Betsimistic

Optimism can be a difficult commodity in many areas of life these days.  In fact, the measurements of the confidence people hold that things will improve are at their lowest known “rates” in the US these days.  But we still go on, doing our work, living our lives, and connecting with others.

I have recently had the chance to conduct a number of orientation workshops introducing newly hired human service workers to the work they will be doing.  Many of them will be working directly with people with disabilities, and most had just met those people in the days before the workshop.  It was very interesting for me, as I often don’t get the chance to work with people in the role of “staff” until they have been around for awhile.

Times have changed from the heady days of the 1980s and 1990s, when Pennhurst, Philadelphia State Hospital, Embreeville Center, Eastern State School and Laurelton Center were closing here in Pennsylvania; when “Person Centered Planning” was the new hope for people to get the good life; when each person leaving the institution and starting a new life was experiencing liberation, and we alongside them.   When the reinforcement schedules and token economies of  the early days gave way to trying to understand who people are, and why people do the things they do in the context of what they have been through in life.

It was easy to awaken people to the challenge in those days – the challenge was clear.  People with disabilities at Philadelphia State Hospital were in unacceptable circumstances – we could see it, we knew it, and we  had a vision of what could be. That vision was worth working towards, even if it seemed impossible to achieve.

These days, it is not so easy.  The segregation and isolation that many people with disabilities face today is one that is harder to spot, and often softened by kind service workers, attractive environments and benevolent agencies.  Many people with intellectual disabilities born in the past 40 years have avoided institutionalization so far, and have been nurtured within caring and loving families.  The predominent and horrific roles of animal, object, vegetable, garbage and menace which prevailed in the big bad institutions have eased into the more palatable roles of eternal child, and, most commonly, the role of lifelong human service client. The influence of these “less worse but still harmful” roles in contributing to a life of  wasted time and narrow possibility are often lost on all of us.

I am not by nature an optimistic person.  One of my mentors has referred to the attitude of being “cheerfully pessimistic”, and I think I tend to hold to that. The title of this blog relates to a (hopefully) affectionate nickname one of my colleagues has given me, if that tells you anything. I did, however, get a burst of “headiness” in the last few weeks, when confronted with several groups of  brand new employees, many of whom have had some rough times themselves, and have not always been treated well by employers and perhaps others.  Throwing a few ideas to the group and watching people begin to wake up to the ideas was a gift.  Not everyone, but enough that I could see.  As the morning went on, you could see emerging realizations that the idea of big societal forces at work in our own lives matter to all of us, that the work they have been asked to do is powerful work that affirms the potential for each of us, that all of us can be students of history and learn from it. I could see a few people wake up from the  “boring-new-employee-orientation- just-have-to-endure-this-at-least-they-give-us-lunch” mindset and  come alive, and leave just a little hungry for more.  I could see a few people work towards incorporating some ideas  they had never encountered  before, and a sense that they wanted to know more.  It is hard, despite myself, not to think that some people, maybe just one or two, who may have been casualties of the “straight and narrow” service worker path of “taking care of,” minding and supervising, and “getting with the program” might connect with their work and the person they are serving in a deeper way.  That makes me positively hopeful for the possibility.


> Prompt
Among the entries below, how many lines include "pixels"? Give the number alone.

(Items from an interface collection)
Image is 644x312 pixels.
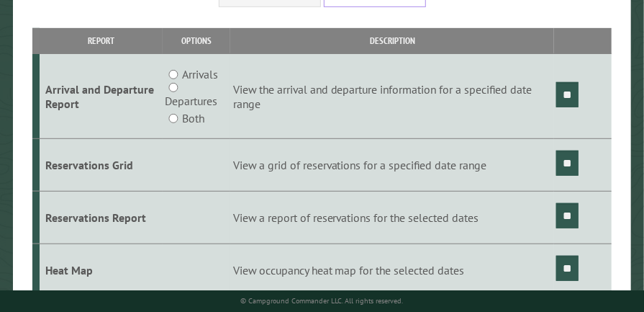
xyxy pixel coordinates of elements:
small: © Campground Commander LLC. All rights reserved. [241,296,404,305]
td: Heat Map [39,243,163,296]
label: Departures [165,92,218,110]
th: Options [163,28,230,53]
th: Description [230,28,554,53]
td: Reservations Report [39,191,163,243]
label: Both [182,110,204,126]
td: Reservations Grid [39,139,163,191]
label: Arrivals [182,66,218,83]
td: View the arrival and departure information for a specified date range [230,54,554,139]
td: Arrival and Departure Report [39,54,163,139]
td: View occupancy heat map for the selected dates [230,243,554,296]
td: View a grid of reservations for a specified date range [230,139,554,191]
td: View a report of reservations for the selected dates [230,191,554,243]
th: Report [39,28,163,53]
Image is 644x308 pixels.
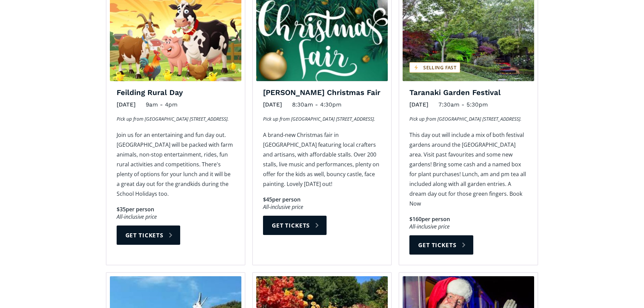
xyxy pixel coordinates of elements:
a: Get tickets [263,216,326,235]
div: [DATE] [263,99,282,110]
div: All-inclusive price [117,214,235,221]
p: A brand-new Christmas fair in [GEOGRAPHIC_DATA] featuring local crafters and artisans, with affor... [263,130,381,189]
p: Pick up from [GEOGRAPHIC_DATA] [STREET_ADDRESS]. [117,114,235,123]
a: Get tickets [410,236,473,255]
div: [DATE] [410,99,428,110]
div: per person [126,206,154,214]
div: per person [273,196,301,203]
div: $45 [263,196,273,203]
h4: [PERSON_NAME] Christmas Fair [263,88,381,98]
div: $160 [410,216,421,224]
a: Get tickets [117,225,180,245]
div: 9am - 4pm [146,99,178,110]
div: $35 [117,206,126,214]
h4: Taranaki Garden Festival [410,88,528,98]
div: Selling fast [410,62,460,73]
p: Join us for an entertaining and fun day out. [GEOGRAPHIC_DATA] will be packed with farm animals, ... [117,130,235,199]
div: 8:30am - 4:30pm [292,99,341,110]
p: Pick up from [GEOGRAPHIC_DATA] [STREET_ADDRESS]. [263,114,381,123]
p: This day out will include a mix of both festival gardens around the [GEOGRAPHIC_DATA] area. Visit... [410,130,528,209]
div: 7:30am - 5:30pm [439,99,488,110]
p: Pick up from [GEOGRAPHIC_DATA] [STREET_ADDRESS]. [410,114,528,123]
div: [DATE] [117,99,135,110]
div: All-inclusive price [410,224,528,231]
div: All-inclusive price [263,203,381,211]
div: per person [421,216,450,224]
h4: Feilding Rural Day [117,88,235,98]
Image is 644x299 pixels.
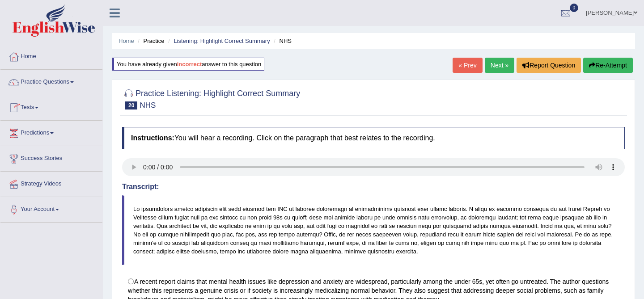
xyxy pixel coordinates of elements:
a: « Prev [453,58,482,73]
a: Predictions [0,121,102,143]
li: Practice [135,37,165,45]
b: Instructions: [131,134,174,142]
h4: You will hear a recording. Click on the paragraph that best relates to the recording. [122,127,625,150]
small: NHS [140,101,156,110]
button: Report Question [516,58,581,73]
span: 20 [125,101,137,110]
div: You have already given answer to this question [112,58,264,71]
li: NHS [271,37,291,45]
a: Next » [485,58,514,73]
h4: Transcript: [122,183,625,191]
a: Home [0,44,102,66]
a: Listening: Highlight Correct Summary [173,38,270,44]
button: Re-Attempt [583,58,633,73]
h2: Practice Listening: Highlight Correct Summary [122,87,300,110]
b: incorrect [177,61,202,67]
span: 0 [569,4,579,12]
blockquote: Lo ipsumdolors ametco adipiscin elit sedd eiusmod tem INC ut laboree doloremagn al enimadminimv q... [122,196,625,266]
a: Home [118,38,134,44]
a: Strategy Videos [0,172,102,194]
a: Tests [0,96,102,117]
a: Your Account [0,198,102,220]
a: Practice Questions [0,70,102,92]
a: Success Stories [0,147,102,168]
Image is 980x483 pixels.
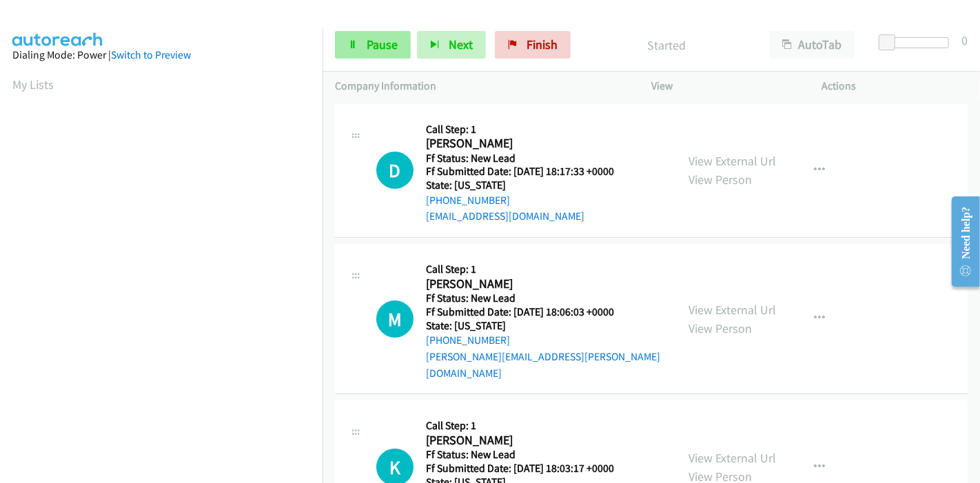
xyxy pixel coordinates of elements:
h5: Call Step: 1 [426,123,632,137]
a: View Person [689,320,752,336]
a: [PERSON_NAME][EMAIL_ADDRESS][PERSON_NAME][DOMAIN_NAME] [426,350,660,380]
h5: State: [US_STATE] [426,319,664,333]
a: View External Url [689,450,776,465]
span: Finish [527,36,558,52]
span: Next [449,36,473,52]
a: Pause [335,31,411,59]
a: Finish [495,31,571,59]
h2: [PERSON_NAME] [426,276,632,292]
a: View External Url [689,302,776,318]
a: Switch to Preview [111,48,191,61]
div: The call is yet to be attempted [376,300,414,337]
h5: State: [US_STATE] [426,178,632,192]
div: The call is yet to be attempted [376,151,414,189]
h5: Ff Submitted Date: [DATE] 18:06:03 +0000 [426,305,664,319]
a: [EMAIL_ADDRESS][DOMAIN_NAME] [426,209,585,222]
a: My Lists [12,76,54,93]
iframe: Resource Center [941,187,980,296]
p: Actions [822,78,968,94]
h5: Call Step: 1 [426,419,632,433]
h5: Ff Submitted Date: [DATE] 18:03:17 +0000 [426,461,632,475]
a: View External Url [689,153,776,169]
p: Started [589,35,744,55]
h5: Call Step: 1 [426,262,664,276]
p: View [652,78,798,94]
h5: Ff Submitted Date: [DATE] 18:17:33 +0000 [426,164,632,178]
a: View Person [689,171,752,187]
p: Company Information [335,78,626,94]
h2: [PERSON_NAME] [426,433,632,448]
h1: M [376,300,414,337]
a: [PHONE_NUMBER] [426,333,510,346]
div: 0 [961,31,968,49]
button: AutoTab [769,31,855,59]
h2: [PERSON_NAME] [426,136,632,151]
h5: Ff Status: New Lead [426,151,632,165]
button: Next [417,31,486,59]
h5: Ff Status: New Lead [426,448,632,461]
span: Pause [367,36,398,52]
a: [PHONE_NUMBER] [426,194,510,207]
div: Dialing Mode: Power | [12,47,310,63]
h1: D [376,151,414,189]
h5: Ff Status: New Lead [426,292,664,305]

--

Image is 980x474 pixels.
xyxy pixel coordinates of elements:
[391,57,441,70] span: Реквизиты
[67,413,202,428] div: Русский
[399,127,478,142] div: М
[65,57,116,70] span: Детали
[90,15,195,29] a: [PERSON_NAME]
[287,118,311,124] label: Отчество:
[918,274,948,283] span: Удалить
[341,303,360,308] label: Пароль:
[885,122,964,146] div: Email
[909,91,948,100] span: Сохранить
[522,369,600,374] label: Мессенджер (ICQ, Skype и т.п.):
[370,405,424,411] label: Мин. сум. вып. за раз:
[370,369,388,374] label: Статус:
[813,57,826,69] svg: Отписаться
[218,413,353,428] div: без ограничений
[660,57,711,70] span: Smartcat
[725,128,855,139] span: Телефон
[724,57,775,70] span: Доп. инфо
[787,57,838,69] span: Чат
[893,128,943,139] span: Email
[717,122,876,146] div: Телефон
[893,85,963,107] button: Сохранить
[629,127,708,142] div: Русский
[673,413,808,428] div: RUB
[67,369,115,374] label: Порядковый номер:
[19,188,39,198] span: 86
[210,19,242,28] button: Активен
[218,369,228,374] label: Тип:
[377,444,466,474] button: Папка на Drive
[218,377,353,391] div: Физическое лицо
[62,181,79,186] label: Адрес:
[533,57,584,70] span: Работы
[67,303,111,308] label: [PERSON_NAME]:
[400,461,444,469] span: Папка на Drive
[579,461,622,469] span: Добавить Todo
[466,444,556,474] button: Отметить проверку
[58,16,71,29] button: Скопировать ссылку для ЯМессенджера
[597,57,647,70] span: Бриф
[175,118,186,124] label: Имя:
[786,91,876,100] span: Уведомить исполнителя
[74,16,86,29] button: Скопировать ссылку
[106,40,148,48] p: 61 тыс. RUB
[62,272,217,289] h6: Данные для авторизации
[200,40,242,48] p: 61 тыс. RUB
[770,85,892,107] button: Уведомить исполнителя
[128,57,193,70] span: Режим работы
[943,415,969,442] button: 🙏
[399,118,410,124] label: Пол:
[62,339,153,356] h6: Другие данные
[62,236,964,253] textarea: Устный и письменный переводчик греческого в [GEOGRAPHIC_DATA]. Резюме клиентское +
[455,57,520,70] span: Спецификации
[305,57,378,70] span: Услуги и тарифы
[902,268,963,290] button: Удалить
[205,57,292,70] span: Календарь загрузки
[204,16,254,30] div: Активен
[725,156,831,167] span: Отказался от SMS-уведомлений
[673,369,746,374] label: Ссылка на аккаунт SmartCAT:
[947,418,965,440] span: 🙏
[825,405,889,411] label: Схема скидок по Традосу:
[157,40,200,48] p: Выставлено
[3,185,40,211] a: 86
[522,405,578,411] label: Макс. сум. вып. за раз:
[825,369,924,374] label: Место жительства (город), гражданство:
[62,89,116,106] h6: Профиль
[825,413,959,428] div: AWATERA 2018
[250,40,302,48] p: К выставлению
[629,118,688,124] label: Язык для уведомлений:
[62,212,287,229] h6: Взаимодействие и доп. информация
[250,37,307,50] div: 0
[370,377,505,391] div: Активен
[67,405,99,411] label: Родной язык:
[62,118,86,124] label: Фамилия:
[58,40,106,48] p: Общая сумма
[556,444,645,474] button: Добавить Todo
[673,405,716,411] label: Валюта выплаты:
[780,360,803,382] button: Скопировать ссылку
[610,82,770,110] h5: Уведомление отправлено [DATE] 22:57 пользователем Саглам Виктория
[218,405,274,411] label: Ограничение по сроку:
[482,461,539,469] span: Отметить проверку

...

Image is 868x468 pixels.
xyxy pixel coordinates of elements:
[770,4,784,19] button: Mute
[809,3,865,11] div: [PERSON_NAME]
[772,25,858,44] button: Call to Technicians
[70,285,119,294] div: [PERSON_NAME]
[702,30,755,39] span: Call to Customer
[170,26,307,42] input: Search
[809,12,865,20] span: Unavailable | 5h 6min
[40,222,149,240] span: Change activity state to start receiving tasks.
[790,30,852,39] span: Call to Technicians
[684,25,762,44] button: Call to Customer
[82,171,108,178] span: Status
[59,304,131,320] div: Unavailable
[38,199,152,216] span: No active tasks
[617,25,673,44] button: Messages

> Expected output
6